Posted April 22, 2026

The big tech news of the week has been Tim Cook’s decision to step down as Apple’s CEO and his advice to his successor. Under his watch, the company grew from roughly $350 billion in market cap to $4 trillion.
According to the Wall Street Journal, when Cook took over for Steve Jobs, the legendary genius looked him in the eyes and gave him a piece of advice that guided all his decisions. “Don’t ask what I would do,” Jobs told Cook. “Just do the right thing.”
What advice would he give John Ternus, his successor at Apple? “I would probably say the same thing.”
“Just do the right thing” is excellent advice. The question, of course, is, how do we know the “right thing”?
As the “America Reads the Bible” emphasis continues in Washington, DC, this week, we’re thinking together about relating God’s word to our secularized culture. We’ve explored the power of Scripture to change hearts and lives when we submit to its truth in the power of the Spirit.
There’s another dimension to this discussion we need to consider today.
Eric Swalwell went to a Christian college on a soccer scholarship and often talked publicly about his faith. Then came his resignation from Congress following allegations of sexual harassment, assault, and rape by four women.
Tony Gonzalez is a US Navy veteran and lifelong Catholic. He told the National Catholic Register, “On election night, when we got word that we were successful and won, the very first thing I did was praise God and give thanks and all the glory to him.”
Then came his resignation from Congress after revealing he had an affair with an aide who later died by suicide. (For more on both former congressmen, see Mark Legg’s excellent article on our website.)
Their public moral failures highlight the challenge of putting our beliefs into practice and point to a principle evangelicals overlook to our peril.
I’m fighting two losing battles in my yard this spring.
One problem is perennial: Fire ants love our home. I sprinkle on their mounds what I’m told to use in our part of the world, and it does in fact “kill” the mound. But before long, there’s another one a few feet away. And over time, ants even reclaim the mound I thought I killed.
This is because they build tunnels underground that connect their nests and mounds, employing pheromones to organize construction without a central planner and adapting their tunnel depth to moisture and heat. During heavy rains such as we have had this spring, they create rafts by linking their bodies together, floating on the surface of the water, and starting new colonies where they land.
In other words, they’re smarter than I am.
My other problem is new: Greenbrier vines have invaded our yard as well. These slender, thorny vines grow up through shrubbery and other plants. Their tuberous roots can be over six inches wide underground. I am not strong enough to pull the roots out, so I’m forced to cut the vines I can see and remove them. But in only a few days, they grow back.
In other words, they’re tougher than I am.
But I’m at least smart enough to try to learn from those smarter than I am. In this case, I learned from fire ants the importance of community. Accordingly, I reached out to a lawn service whose professionals have the tools and expertise to extract the vines I cannot remove. Over time, they’ll solve my second problem.
I’ll be fighting the first one until my lawn is someone else’s problem.
I say that to say this: God’s word is most transformative in our lives when we choose to obey it in accountable community with others.
Lifeway Research has released new data showing that weekly churchgoers are much more likely to embrace biblical truth than those who attend less often. For example:
This only makes sense. The more countercultural biblical morality becomes, the more we need countercultural community to encourage us in fidelity to biblical truth. We are therefore commanded to “confess your sins to one another and pray for one another, that you may be healed” (James 5:16). We are to “encourage one another and build one another up” (1 Thessalonians 5:11), knowing that “iron sharpens iron, and one man sharpens another” (Proverbs 27:17).
One of the many ways Satan uses our relativistic, existential culture against us is by encouraging us to believe that all truth is subjective and personal. This lie leads us to think that we don’t need anyone’s “truth” but our own and that, in fact, no one else has the right to correct us.
Evangelicals can be especially susceptive to such spiritual isolation. We focus (rightly) on the urgency of individual salvation, seeking to lead all people to trust in Christ, but we’re not always sure what to do with those who respond. Few of our churches have catechetical processes for growing people in faith. Many do not even have classes for new members, and many who do focus on practical matters of church membership more than on personal sanctification.
No wonder loneliness, depression, and anxiety are at epidemic levels today.
Every significant step I have taken in spiritual growth over these many years has come through accountable community: people who pray for me and for whom I pray, spiritual sisters and brothers with whom I share God’s word and seek to serve God’s call.
I have experienced the truth of Tim Keller’s observation:
“If this world was made by a triune God, a being of community, then relationships of love are what life is really all about.”
What “relationships of love” will you strengthen today?
“No man is an island, entire of itself; every man is a piece of the continent.” —John Donne
In this week’s Faith & Clarity, Dr. Mark Turman explores the growing challenges of reaching the next generation—from rising loneliness to the impact of AI—and what it will take for the church to respond with clarity and purpose. It’s a hopeful, practical conversation about staying faithful, building trust, and rediscovering the church’s role in a changing world.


About this task:
Go through the records and filter out every line lacking the word "nrate"; copy the lines that remain.

Material supplied:

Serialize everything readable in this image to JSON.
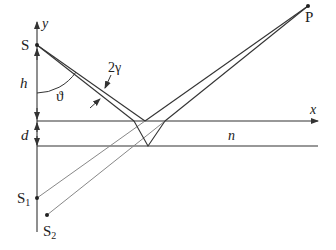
{
  "diagram": {
    "type": "optics-thin-film-interference",
    "labels": {
      "y_axis": "y",
      "x_axis": "x",
      "source": "S",
      "point": "P",
      "height": "h",
      "thickness": "d",
      "angle": "ϑ",
      "divergence": "2γ",
      "refractive_index": "n",
      "image1": "S",
      "image1_sub": "1",
      "image2": "S",
      "image2_sub": "2"
    },
    "colors": {
      "line": "#333333",
      "gray_line": "#888888",
      "background": "#ffffff"
    }
  }
}
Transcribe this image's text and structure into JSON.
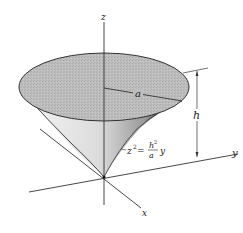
{
  "figure": {
    "axes": {
      "z_label": "z",
      "y_label": "y",
      "x_label": "x"
    },
    "dimensions": {
      "radius_label": "a",
      "height_label": "h"
    },
    "equation": {
      "lhs": "z",
      "lhs_exp": "2",
      "equals": "=",
      "num": "h",
      "num_exp": "2",
      "den": "a",
      "rhs_var": "y"
    },
    "colors": {
      "cap_fill": "#b9b9b9",
      "surface_light": "#e8e8e8",
      "surface_dark": "#3a3a3a",
      "line": "#333333"
    }
  }
}
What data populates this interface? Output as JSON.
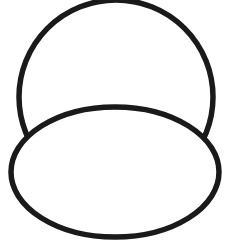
{
  "canvas": {
    "width": 236,
    "height": 247,
    "background_color": "#ffffff",
    "title": "Two overlapping outline shapes",
    "description": "A black line drawing of a large circle with an ellipse overlapping its lower portion, the ellipse drawn in front with an opaque white interior."
  },
  "style": {
    "stroke_color": "#1a1a1a",
    "fill_color": "#ffffff",
    "stroke_width": 5.5,
    "stroke_linejoin": "round",
    "stroke_linecap": "round"
  },
  "shapes": [
    {
      "name": "upper-circle",
      "type": "circle",
      "cx": 116,
      "cy": 97,
      "r": 97,
      "bounds": {
        "left": 19,
        "top": 0,
        "right": 213,
        "bottom": 194
      },
      "z_order": 1,
      "occluded": true,
      "fill": "#ffffff",
      "stroke": "#1a1a1a"
    },
    {
      "name": "lower-ellipse",
      "type": "ellipse",
      "cx": 115,
      "cy": 172,
      "rx": 104,
      "ry": 65,
      "bounds": {
        "left": 11,
        "top": 107,
        "right": 219,
        "bottom": 237
      },
      "z_order": 2,
      "occluded": false,
      "fill": "#ffffff",
      "stroke": "#1a1a1a"
    }
  ],
  "intersections": [
    {
      "name": "left-intersection",
      "x": 20,
      "y": 140
    },
    {
      "name": "right-intersection",
      "x": 206,
      "y": 140
    }
  ]
}
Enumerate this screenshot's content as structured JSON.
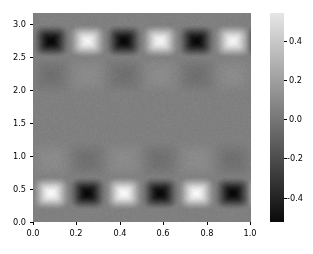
{
  "chart_data": {
    "type": "heatmap",
    "title": "",
    "xlabel": "",
    "ylabel": "",
    "xlim": [
      0.0,
      1.0
    ],
    "ylim": [
      0.0,
      3.2
    ],
    "grid": false,
    "colormap": "gray",
    "x_ticks": [
      "0.0",
      "0.2",
      "0.4",
      "0.6",
      "0.8",
      "1.0"
    ],
    "x_tick_values": [
      0.0,
      0.2,
      0.4,
      0.6,
      0.8,
      1.0
    ],
    "y_ticks": [
      "0.0",
      "0.5",
      "1.0",
      "1.5",
      "2.0",
      "2.5",
      "3.0"
    ],
    "y_tick_values": [
      0.0,
      0.5,
      1.0,
      1.5,
      2.0,
      2.5,
      3.0
    ],
    "background_value": 0.0,
    "vmin": -0.55,
    "vmax": 0.55,
    "colorbar": {
      "position": "right",
      "orientation": "vertical",
      "ticks": [
        "0.4",
        "0.2",
        "0.0",
        "-0.2",
        "-0.4"
      ],
      "tick_values": [
        0.4,
        0.2,
        0.0,
        -0.2,
        -0.4
      ]
    },
    "blobs": [
      {
        "x": 0.083,
        "y": 2.77,
        "value": -0.52
      },
      {
        "x": 0.25,
        "y": 2.77,
        "value": 0.5
      },
      {
        "x": 0.417,
        "y": 2.77,
        "value": -0.52
      },
      {
        "x": 0.583,
        "y": 2.77,
        "value": 0.5
      },
      {
        "x": 0.75,
        "y": 2.77,
        "value": -0.52
      },
      {
        "x": 0.917,
        "y": 2.77,
        "value": 0.5
      },
      {
        "x": 1.06,
        "y": 2.77,
        "value": -0.45
      },
      {
        "x": 0.083,
        "y": 0.44,
        "value": 0.52
      },
      {
        "x": 0.25,
        "y": 0.44,
        "value": -0.52
      },
      {
        "x": 0.417,
        "y": 0.44,
        "value": 0.52
      },
      {
        "x": 0.583,
        "y": 0.44,
        "value": -0.52
      },
      {
        "x": 0.75,
        "y": 0.44,
        "value": 0.52
      },
      {
        "x": 0.917,
        "y": 0.44,
        "value": -0.52
      },
      {
        "x": 1.06,
        "y": 0.44,
        "value": 0.4
      }
    ],
    "faint_blobs": [
      {
        "x": 0.083,
        "y": 2.25,
        "value": -0.07
      },
      {
        "x": 0.25,
        "y": 2.25,
        "value": 0.05
      },
      {
        "x": 0.417,
        "y": 2.25,
        "value": -0.07
      },
      {
        "x": 0.583,
        "y": 2.25,
        "value": 0.05
      },
      {
        "x": 0.75,
        "y": 2.25,
        "value": -0.07
      },
      {
        "x": 0.917,
        "y": 2.25,
        "value": 0.05
      },
      {
        "x": 0.083,
        "y": 0.95,
        "value": 0.05
      },
      {
        "x": 0.25,
        "y": 0.95,
        "value": -0.07
      },
      {
        "x": 0.417,
        "y": 0.95,
        "value": 0.05
      },
      {
        "x": 0.583,
        "y": 0.95,
        "value": -0.07
      },
      {
        "x": 0.75,
        "y": 0.95,
        "value": 0.05
      },
      {
        "x": 0.917,
        "y": 0.95,
        "value": -0.07
      }
    ],
    "colors": {
      "background": "#ffffff",
      "mid_gray": "#808080",
      "dark": "#0a0a0a",
      "light": "#e6e6e6",
      "tick_text": "#000000"
    }
  }
}
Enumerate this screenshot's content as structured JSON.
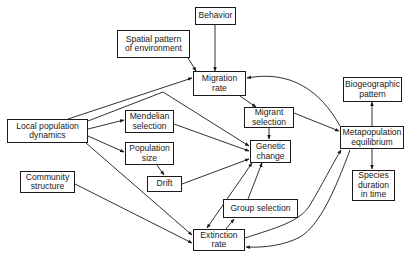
{
  "diagram": {
    "colors": {
      "stroke": "#1a1a1a",
      "background": "#ffffff"
    },
    "nodes": {
      "behavior": {
        "label": "Behavior"
      },
      "spatial": {
        "label": "Spatial pattern\nof environment"
      },
      "migration_rate": {
        "label": "Migration\nrate"
      },
      "local_pop": {
        "label": "Local population\ndynamics"
      },
      "mendelian": {
        "label": "Mendelian\nselection"
      },
      "pop_size": {
        "label": "Population\nsize"
      },
      "migrant_sel": {
        "label": "Migrant\nselection"
      },
      "genetic": {
        "label": "Genetic\nchange"
      },
      "drift": {
        "label": "Drift"
      },
      "community": {
        "label": "Community\nstructure"
      },
      "group_sel": {
        "label": "Group selection"
      },
      "extinction": {
        "label": "Extinction\nrate"
      },
      "biogeo": {
        "label": "Biogeographic\npattern"
      },
      "metapop": {
        "label": "Metapopulation\nequilibrium"
      },
      "species_dur": {
        "label": "Species\nduration\nin time"
      }
    },
    "edges": [
      {
        "from": "behavior",
        "to": "migration_rate"
      },
      {
        "from": "spatial",
        "to": "migration_rate"
      },
      {
        "from": "local_pop",
        "to": "migration_rate"
      },
      {
        "from": "local_pop",
        "to": "genetic"
      },
      {
        "from": "local_pop",
        "to": "mendelian"
      },
      {
        "from": "local_pop",
        "to": "pop_size"
      },
      {
        "from": "local_pop",
        "to": "extinction"
      },
      {
        "from": "community",
        "to": "extinction"
      },
      {
        "from": "migration_rate",
        "to": "migrant_sel"
      },
      {
        "from": "migrant_sel",
        "to": "genetic"
      },
      {
        "from": "migrant_sel",
        "to": "metapop"
      },
      {
        "from": "mendelian",
        "to": "genetic"
      },
      {
        "from": "pop_size",
        "to": "drift"
      },
      {
        "from": "drift",
        "to": "genetic"
      },
      {
        "from": "genetic",
        "to": "extinction",
        "bidirectional": true
      },
      {
        "from": "extinction",
        "to": "group_sel"
      },
      {
        "from": "group_sel",
        "to": "genetic"
      },
      {
        "from": "metapop",
        "to": "migration_rate"
      },
      {
        "from": "extinction",
        "to": "metapop"
      },
      {
        "from": "metapop",
        "to": "extinction"
      },
      {
        "from": "metapop",
        "to": "biogeo"
      },
      {
        "from": "metapop",
        "to": "species_dur"
      }
    ]
  }
}
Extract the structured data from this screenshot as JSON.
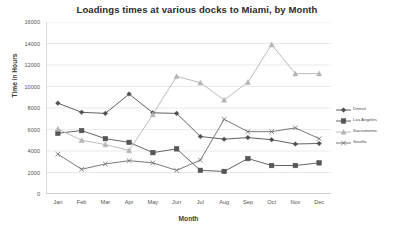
{
  "chart_data": {
    "type": "line",
    "title": "Loadings times at various docks to Miami, by Month",
    "xlabel": "Month",
    "ylabel": "Time in Hours",
    "categories": [
      "Jan",
      "Feb",
      "Mar",
      "Apr",
      "May",
      "Jun",
      "Jul",
      "Aug",
      "Sep",
      "Oct",
      "Nov",
      "Dec"
    ],
    "ylim": [
      0,
      16000
    ],
    "ytick_labels": [
      "0",
      "2000",
      "4000",
      "6000",
      "8000",
      "10000",
      "12000",
      "14000",
      "16000"
    ],
    "ytick_values": [
      0,
      2000,
      4000,
      6000,
      8000,
      10000,
      12000,
      14000,
      16000
    ],
    "grid": true,
    "legend_position": "right",
    "series": [
      {
        "name": "Detroit",
        "color": "#4f4f4f",
        "marker": "diamond",
        "values": [
          8450,
          7600,
          7500,
          9300,
          7550,
          7500,
          5350,
          5100,
          5250,
          5050,
          4650,
          4700
        ]
      },
      {
        "name": "Los Angeles",
        "color": "#555555",
        "marker": "square",
        "values": [
          5650,
          5900,
          5150,
          4800,
          3850,
          4200,
          2200,
          2100,
          3300,
          2650,
          2650,
          2900
        ]
      },
      {
        "name": "Sacramento",
        "color": "#b4b4b4",
        "marker": "triangle",
        "values": [
          6050,
          5000,
          4600,
          4050,
          7400,
          10950,
          10350,
          8750,
          10400,
          13900,
          11200,
          11200
        ]
      },
      {
        "name": "Seattle",
        "color": "#6b6b6b",
        "marker": "cross",
        "values": [
          3700,
          2300,
          2800,
          3100,
          2900,
          2200,
          3150,
          6950,
          5800,
          5800,
          6150,
          5150
        ]
      }
    ]
  },
  "sacramento_note": {
    "values_ordered": [
      6050,
      5000,
      4600,
      4050,
      7400,
      10950,
      10350,
      8750,
      10400,
      13900,
      11200
    ]
  }
}
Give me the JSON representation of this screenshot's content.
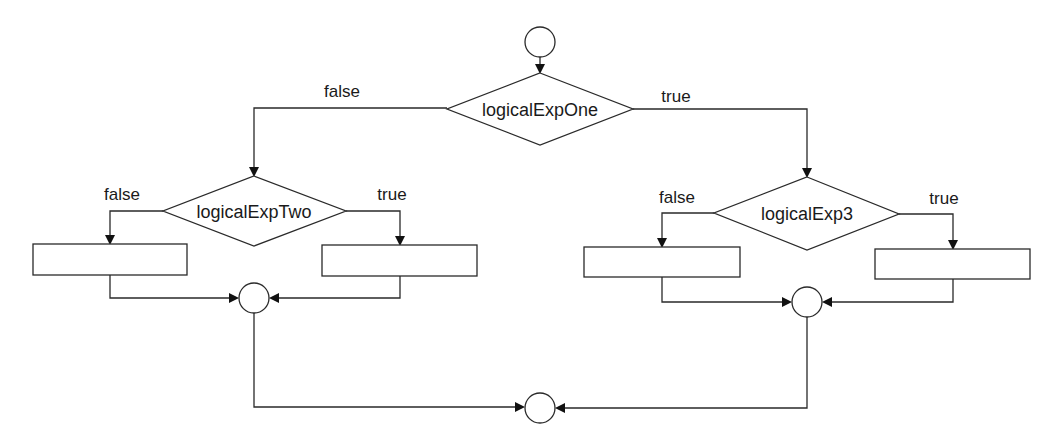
{
  "diagram": {
    "type": "flowchart",
    "colors": {
      "line": "#2a2a2a",
      "text": "#1a1a1a",
      "background": "#ffffff"
    },
    "start_node": {
      "shape": "circle"
    },
    "decisions": [
      {
        "id": "d1",
        "label": "logicalExpOne",
        "false_label": "false",
        "true_label": "true"
      },
      {
        "id": "d2",
        "label": "logicalExpTwo",
        "false_label": "false",
        "true_label": "true"
      },
      {
        "id": "d3",
        "label": "logicalExp3",
        "false_label": "false",
        "true_label": "true"
      }
    ],
    "process_boxes": [
      {
        "id": "b1",
        "label": ""
      },
      {
        "id": "b2",
        "label": ""
      },
      {
        "id": "b3",
        "label": ""
      },
      {
        "id": "b4",
        "label": ""
      }
    ],
    "junctions": [
      {
        "id": "j-left",
        "shape": "circle"
      },
      {
        "id": "j-right",
        "shape": "circle"
      },
      {
        "id": "j-end",
        "shape": "circle"
      }
    ]
  }
}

Your response:
        "label": "Migration\nrate"
        "label": "Extinction\nrate"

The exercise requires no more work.